Inch by Inch – – –

Jack just makes it in time – –

One of my early memories is of being given a new jotter (exercise book) at the beginning of each school year when I was attending primary (elementary) school. Some pages were plain, some were lined and some were graph paper. The cover was blue but it’s the back I particularly remember!

On the back cover were various lists of measurements – all incomprehensible imperial ones!

Pounds, shillings and pence – 20 shillings in a pound, 12 pennies in a shilling, 4 farthings in a penny – –

Just to confuse further there were guineas! 21 shillings!!

I won’t get into the slang terms – a bob, half a bob, half a crown, a tanner – –

Then there was linear measurement –

Furlongs, chains, miles, yards, feet and inches – –

I was so used to feet and inches that, when I eventually started teaching apprentice painters (who had grown up with decimals) I had real difficulty converting.

Also, there was capacity –

Gallons, quarts, pints, half pints – –

Paint cans went from gallons to 5 litres, but when I moved to the US I found that an American gallon is smaller than an imperial one – –

Finally –

There were weights as well – tons, hundredweights, stones, pounds and ounces.

We were required to recite all this stuff regularly and be tested on our knowledge!

Eventually decimalization and the metric system arrived and everything became much simpler. But for some reason wallpaper continued to be 21 inches wide and 7 yards long – – –

I wondered why ‘jotter’ also crops up when you are ‘given your jotters’ – in other words fired/sacked/laid off. So I asked my friends on Facebook – that will be a different post – – –

The Monday Book: KEEP YOUR MOUTH SHUT AND WEAR BEIGE by Kathleen Seidel

I am a sucker for character-driven plots. This one was fun because it set up a problem not so often discussed in latte lit. And also not universal. I myself have never been the mother of the groom, but Seidel’s subtle humor and wicked insights made me feel empathy for her narrator’s plight.

This book has a cast of thousands: two families, a new girlfriend, even a snarky nasty prima donna writer. And they’re all fun. Some are omnipresent, some are thrown in as plot devices, but each makes their appearance in ways that elicit sympathy or condescension.

The basic plot is, of course, the wedding. But the wedding is complicated by one family being wealthy and the new girlfriend being a social climber. And the wealthy family has a special needs kid. And the narrator is having a hard time with her ex-husband’s social climber taking over wedding plans. The narrator (Darcy) has a streak of do-gooder to her that keeps her from being too perfect as she tangles with emotions and attitudes and tries to maintain her son’s needs, her own sanity, and the mental well-being of other children who surround the wedding and maybe get a little less attention during this time. Darcy can’t stand not being needed.

It was a fun read, the kind of relationship-driven character novel that makes you smile when you recognize a personality and laugh when your least favorite gets a comeuppance. Which they all do at one point or another. Read it at the beach or on a plane, before a big family wedding–or maybe, if you have a wicked sense of humor, just before you vacation in the Hamptons. There’s a lot of “poor little rich people” observations in the book.

Two bouquets up for Keep Your Mouth Shut and Wear Beige.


Exercise goal =>
Make an exact copy of all the records, one that contains none of the pictures.

Input records =>
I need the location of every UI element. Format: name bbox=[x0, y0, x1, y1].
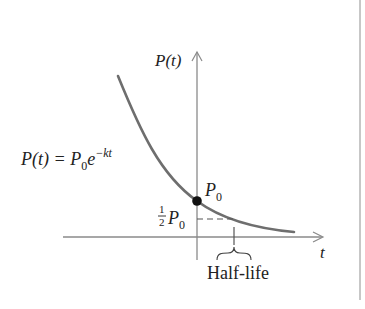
y-axis-label: P(t) bbox=[154, 51, 182, 70]
decay-diagram: P(t) t P0 1 2 P0 Half-life P(t) = P0e−kt bbox=[0, 0, 365, 309]
half-life-label: Half-life bbox=[207, 263, 269, 283]
y-axis bbox=[192, 52, 202, 260]
decay-equation: P(t) = P0e−kt bbox=[20, 146, 113, 173]
x-axis-label: t bbox=[320, 243, 326, 262]
initial-value-dot bbox=[192, 196, 202, 206]
svg-text:2: 2 bbox=[159, 216, 165, 228]
half-life-brace-icon bbox=[217, 247, 251, 260]
half-value-label: 1 2 P0 bbox=[158, 203, 185, 232]
svg-text:1: 1 bbox=[159, 203, 165, 215]
x-axis bbox=[63, 232, 323, 242]
decay-curve bbox=[118, 76, 294, 232]
svg-text:P0: P0 bbox=[167, 208, 185, 232]
initial-value-label: P0 bbox=[204, 180, 222, 204]
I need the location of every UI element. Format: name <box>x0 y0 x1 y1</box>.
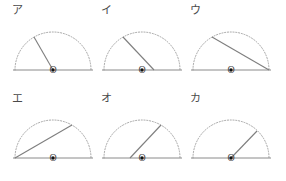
panel-label: ア <box>12 4 23 17</box>
panel-e: エ O <box>8 92 98 180</box>
panel-label: エ <box>12 92 23 105</box>
figure-sheet: ア O イ O ウ O エ O オ O カ O <box>0 0 286 181</box>
panel-o: オ O <box>97 92 187 180</box>
origin-label: O <box>97 64 187 76</box>
panel-label: カ <box>190 92 201 105</box>
panel-ka: カ O <box>186 92 276 180</box>
panel-label: オ <box>101 92 112 105</box>
panel-i: イ O <box>97 4 187 92</box>
origin-label: O <box>97 152 187 164</box>
panel-label: ウ <box>190 4 201 17</box>
panel-a: ア O <box>8 4 98 92</box>
origin-label: O <box>186 152 276 164</box>
panel-label: イ <box>101 4 112 17</box>
origin-label: O <box>8 152 98 164</box>
panel-u: ウ O <box>186 4 276 92</box>
origin-label: O <box>186 64 276 76</box>
origin-label: O <box>8 64 98 76</box>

Finished exercise =>
I need the location of every UI element. Format: name bbox=[x0, y0, x1, y1].
y-axis-label: P(t) bbox=[154, 51, 182, 70]
decay-diagram: P(t) t P0 1 2 P0 Half-life P(t) = P0e−kt bbox=[0, 0, 365, 309]
half-life-label: Half-life bbox=[207, 263, 269, 283]
y-axis bbox=[192, 52, 202, 260]
decay-equation: P(t) = P0e−kt bbox=[20, 146, 113, 173]
x-axis-label: t bbox=[320, 243, 326, 262]
initial-value-dot bbox=[192, 196, 202, 206]
svg-text:2: 2 bbox=[159, 216, 165, 228]
half-life-brace-icon bbox=[217, 247, 251, 260]
half-value-label: 1 2 P0 bbox=[158, 203, 185, 232]
svg-text:1: 1 bbox=[159, 203, 165, 215]
x-axis bbox=[63, 232, 323, 242]
decay-curve bbox=[118, 76, 294, 232]
svg-text:P0: P0 bbox=[167, 208, 185, 232]
initial-value-label: P0 bbox=[204, 180, 222, 204]
I need the location of every UI element. Format: name <box>x0 y0 x1 y1</box>.
panel-label: ア <box>12 4 23 17</box>
panel-e: エ O <box>8 92 98 180</box>
panel-label: エ <box>12 92 23 105</box>
figure-sheet: ア O イ O ウ O エ O オ O カ O <box>0 0 286 181</box>
panel-o: オ O <box>97 92 187 180</box>
origin-label: O <box>97 64 187 76</box>
panel-label: カ <box>190 92 201 105</box>
panel-ka: カ O <box>186 92 276 180</box>
panel-label: オ <box>101 92 112 105</box>
panel-i: イ O <box>97 4 187 92</box>
origin-label: O <box>97 152 187 164</box>
panel-label: ウ <box>190 4 201 17</box>
panel-a: ア O <box>8 4 98 92</box>
origin-label: O <box>186 152 276 164</box>
panel-label: イ <box>101 4 112 17</box>
origin-label: O <box>8 152 98 164</box>
panel-u: ウ O <box>186 4 276 92</box>
origin-label: O <box>186 64 276 76</box>
origin-label: O <box>8 64 98 76</box>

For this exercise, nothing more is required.